Software Engineering At Google Part I
As one of the authors said in preface: “I have always been endlessly fascinated with the details of how Google does things. I have grilled my Googler friends for information about the way things really work inside of the company. How do they manage such a massive, monolithic code repository without falling over? How do tens of thousands of engineers successfully collaborate on thousands of projects? How do they maintain the quality of their systems?”
These and many other questions are my questions, and I guess yours too. If you want to get answer to these questions, I strongly recommend you this book.
Does these technics work for us?
It depends! You might find some of these technics useful for your team or your comapny. Eventually you have to find “your way” of doing complex things. But this books in my opinion, can be very helpful. I want to share some highlights of this book with you here.
Chapter 1: What Is Software Engineering?
- Programming is the immediate act of producing code.
- Software engineering isn’t programming. It is programming integrated over time.
- Software engineering is the set of policies, practices, and tools that are necessary to make that code useful for as long as it needs to be used and allowing collaboration across a team.
- Hyrum’s Law: With a sufficient number of users of an API, it does not matter what you promise in the contract: all observable behaviors of your system will be depended on by somebody.
- We’ll readily commit to “For most projects, over a long enough time period, everything underneath them might need to be changed.”
- If costs [of changing something] grow superlinearly over time, the operation clearly is not scalable.
- The more frequently you change your infrastructure, the easier it becomes to do so.
- Finding problems earlier in the developer workflow usually reduces costs.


WORK REQUIRED: If a record below holds a picture, leave the picture out and copy the rest exactly.

DATA IN THIS EXERCISE:
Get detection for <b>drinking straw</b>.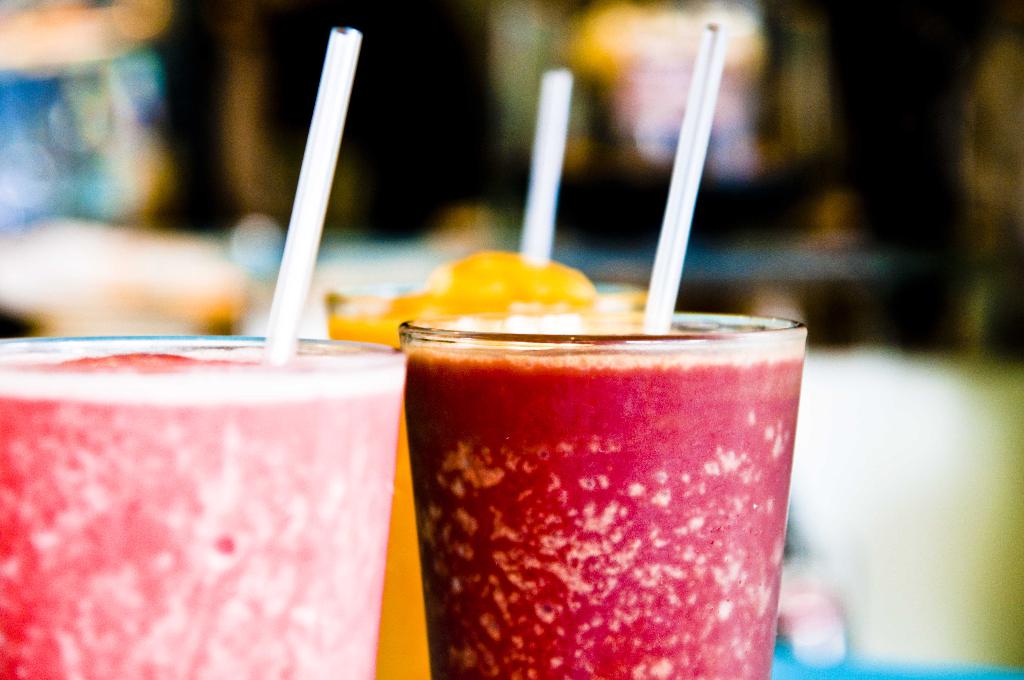
Detection: rect(646, 17, 721, 336).
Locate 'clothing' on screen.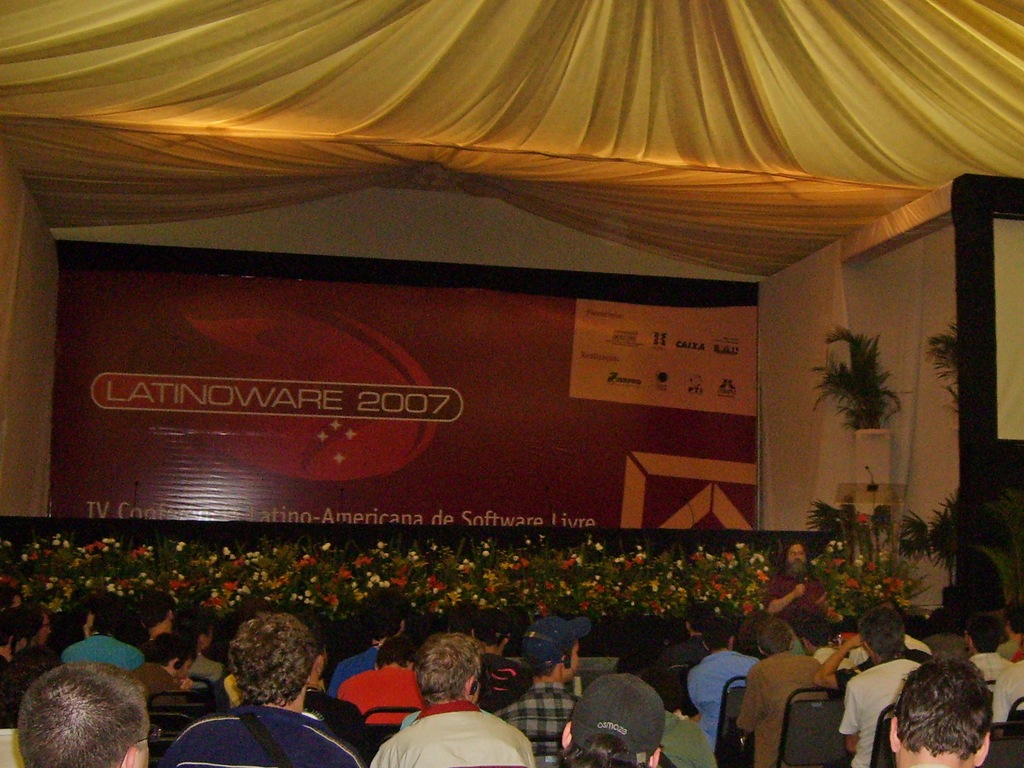
On screen at (733, 651, 830, 766).
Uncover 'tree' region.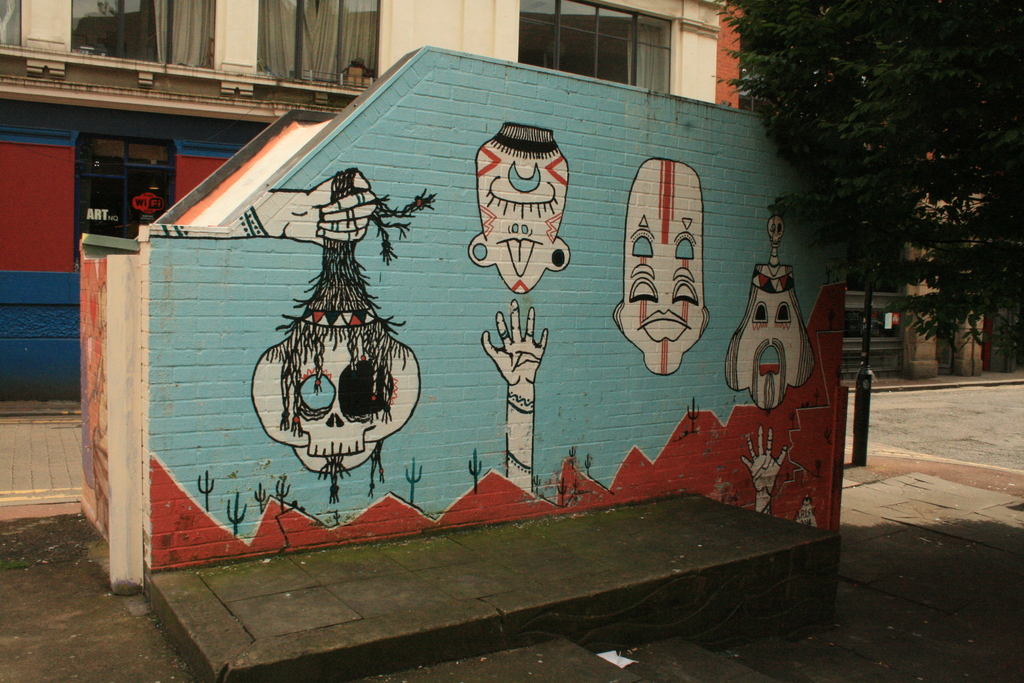
Uncovered: bbox(699, 0, 1023, 378).
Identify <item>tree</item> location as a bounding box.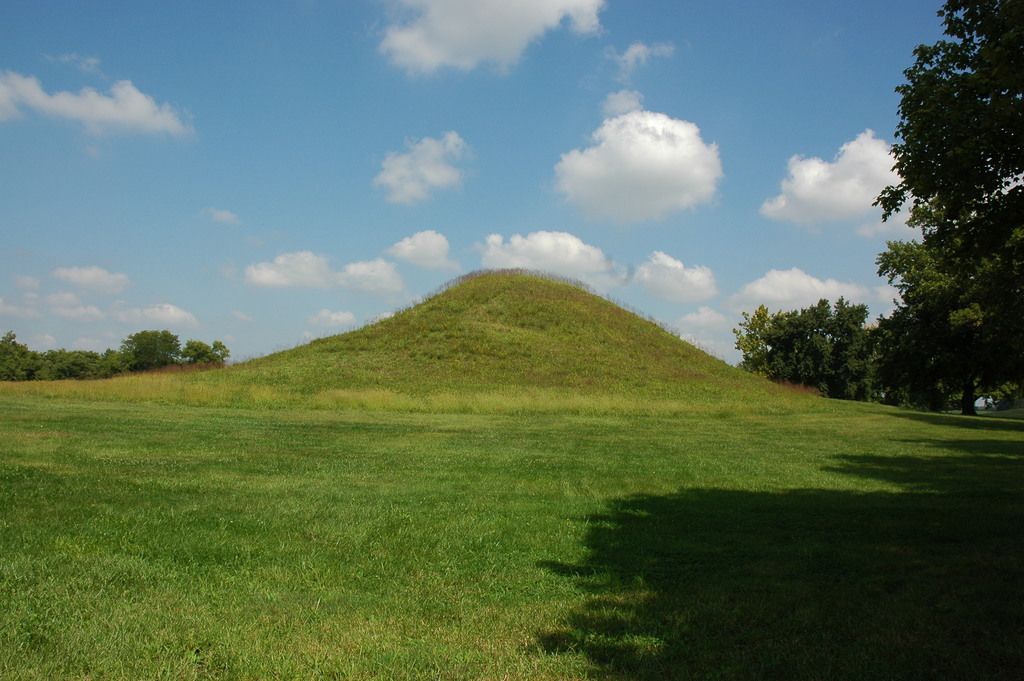
{"left": 188, "top": 340, "right": 230, "bottom": 364}.
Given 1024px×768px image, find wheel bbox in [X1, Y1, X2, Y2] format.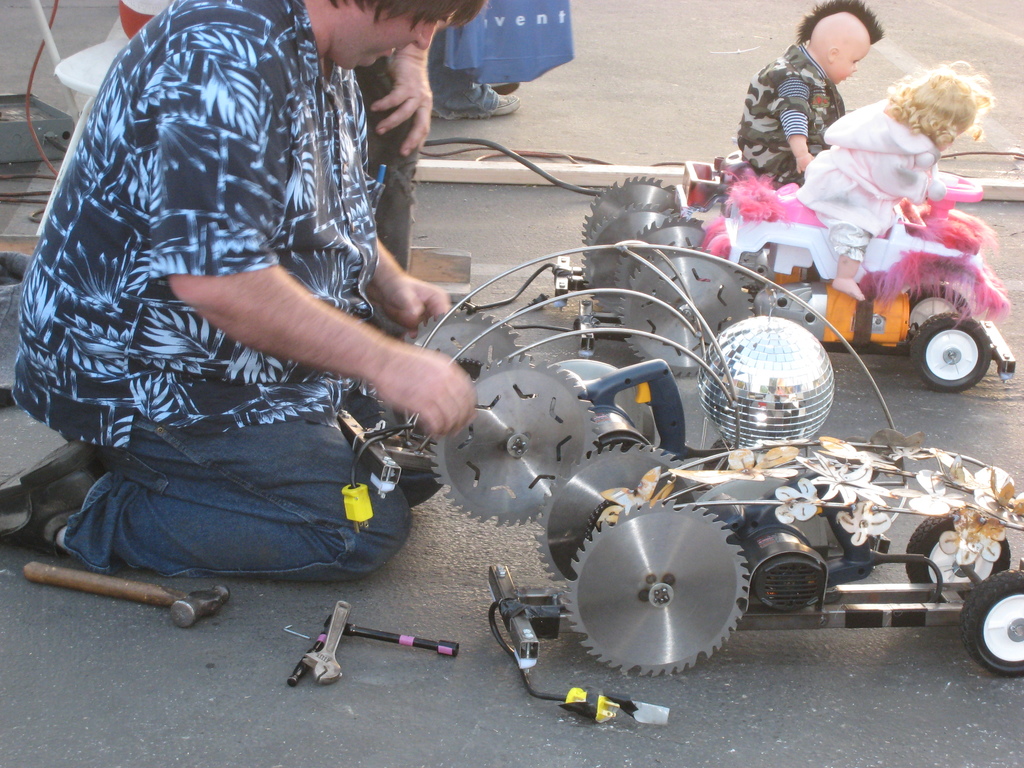
[916, 292, 1006, 393].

RESULT OF THE EXERCISE:
Get detection for <b>drinking straw</b>.
Detection: rect(646, 17, 721, 336).
Locate 'clothing' on screen.
On screen at (733, 651, 830, 766).
Uncover 'tree' region.
Uncovered: bbox(699, 0, 1023, 378).
Identify <item>tree</item> location as a bounding box.
{"left": 188, "top": 340, "right": 230, "bottom": 364}.
Given 1024px×768px image, find wheel bbox in [X1, Y1, X2, Y2] format.
[916, 292, 1006, 393].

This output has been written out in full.